Portkey guardrails can block toxic inputs or filter outputs. Test both directions:

def test_input_guardrail_blocks_pii():
    """Verify that PII in prompts is blocked before reaching the model."""
    
    guardrail_client = Portkey(
        api_key="YOUR_PORTKEY_API_KEY",
        virtual_key="guardrail-enabled-key",  # Configured with PII detection
    )
    
    with pytest.raises(Exception) as exc_info:
        guardrail_client.chat.completions.create(
            model="gpt-4o",
            messages=[{
                "role": "user",
                "content": "My SSN is 123-45-6789, can you help me?",
            }],
        )
    
    assert "guardrail" in str(exc_info.value).lower() or "blocked" in str(exc_info.value).lower()

CI Integration

# .github/workflows/gateway-tests.yml
name: Portkey Gateway Tests

on: [pull_request]

jobs:
  gateway-tests:
    runs-on: ubuntu-latest
    steps:
      - uses: actions/checkout@v4
      - uses: actions/setup-python@v5
        with:
          python-version: "3.11"
      - run: pip install portkey-ai pytest
      - name: Run gateway configuration tests
        env:
          PORTKEY_API_KEY: ${{ secrets.PORTKEY_API_KEY }}
          OPENAI_VIRTUAL_KEY: ${{ secrets.PORTKEY_OPENAI_VK }}
          ANTHROPIC_VIRTUAL_KEY: ${{ secrets.PORTKEY_ANTHROPIC_VK }}
        run: pytest tests/test_gateway.py -v

Beyond Gateway Testing

Gateway tests verify your routing configuration. They don't verify that your application behaves correctly from the user's perspective.
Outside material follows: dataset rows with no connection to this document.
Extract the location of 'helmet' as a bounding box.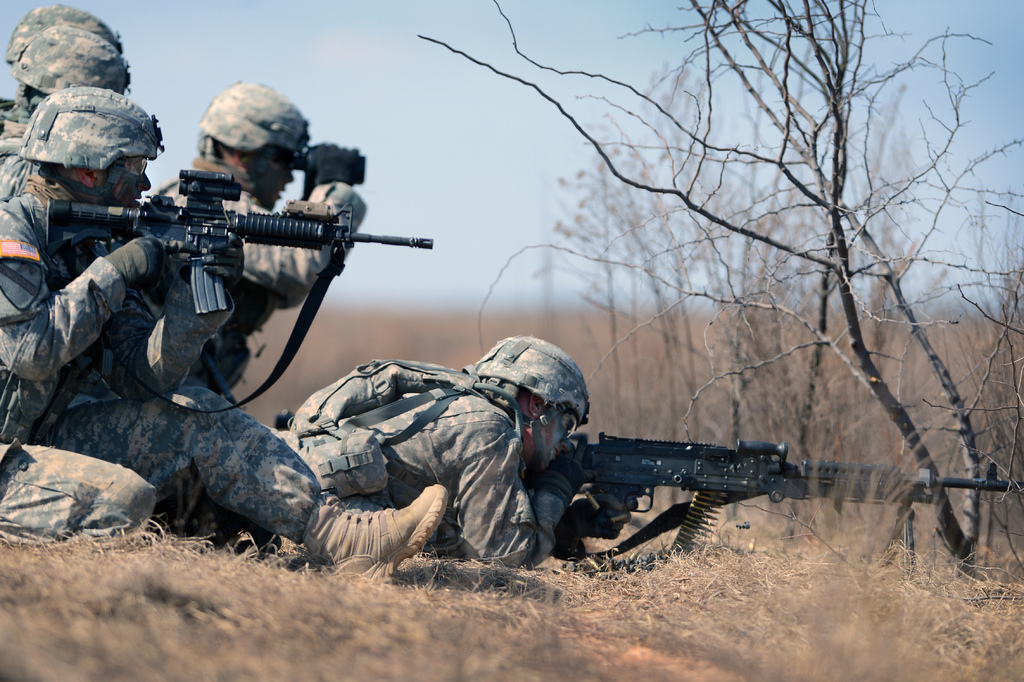
pyautogui.locateOnScreen(202, 71, 309, 211).
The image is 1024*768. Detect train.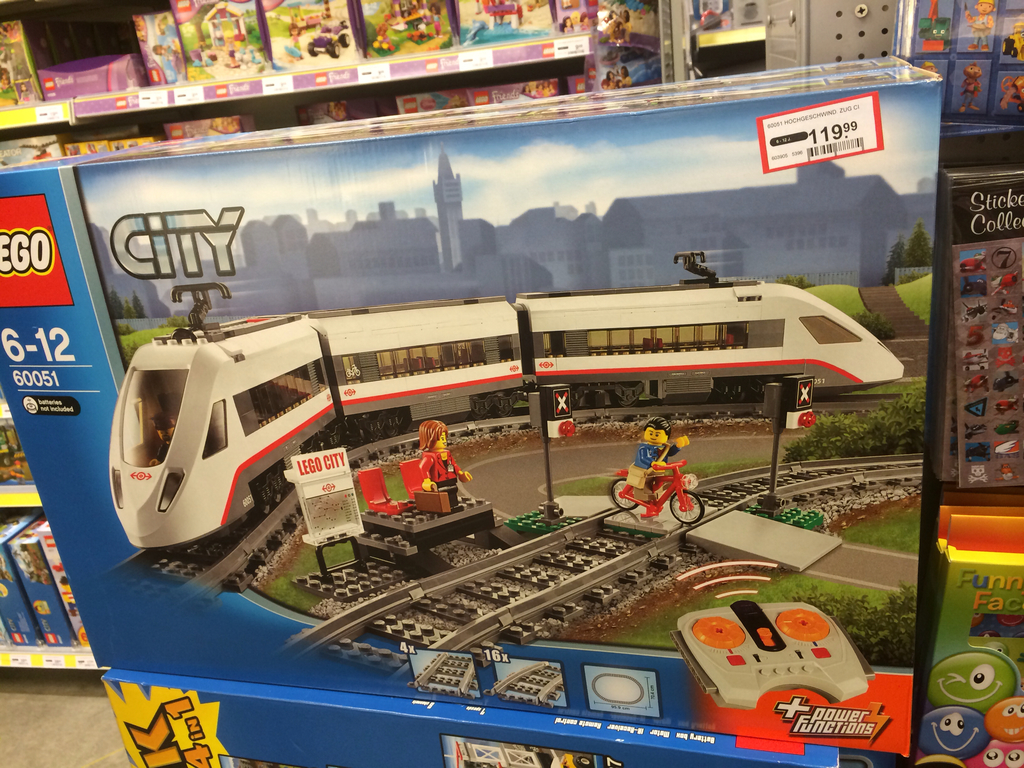
Detection: pyautogui.locateOnScreen(109, 250, 903, 557).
A fallback that routes to Anthropic might still produce wrong answers for your specific prompts. Combine gateway tests with end-to-end application testing using HelpMeTest to cover both layers: the infrastructure and the user experience.

Summary

Testing your Portkey configuration before production is straightforward but requires deliberate setup: create test virtual keys with simulated error modes, write tests that verify fallback fires under specific HTTP status codes, validate load balancing distribution with statistical checks, and test that rate limits actually block requests. Add these to CI and your gateway configuration becomes as reliable as your application code.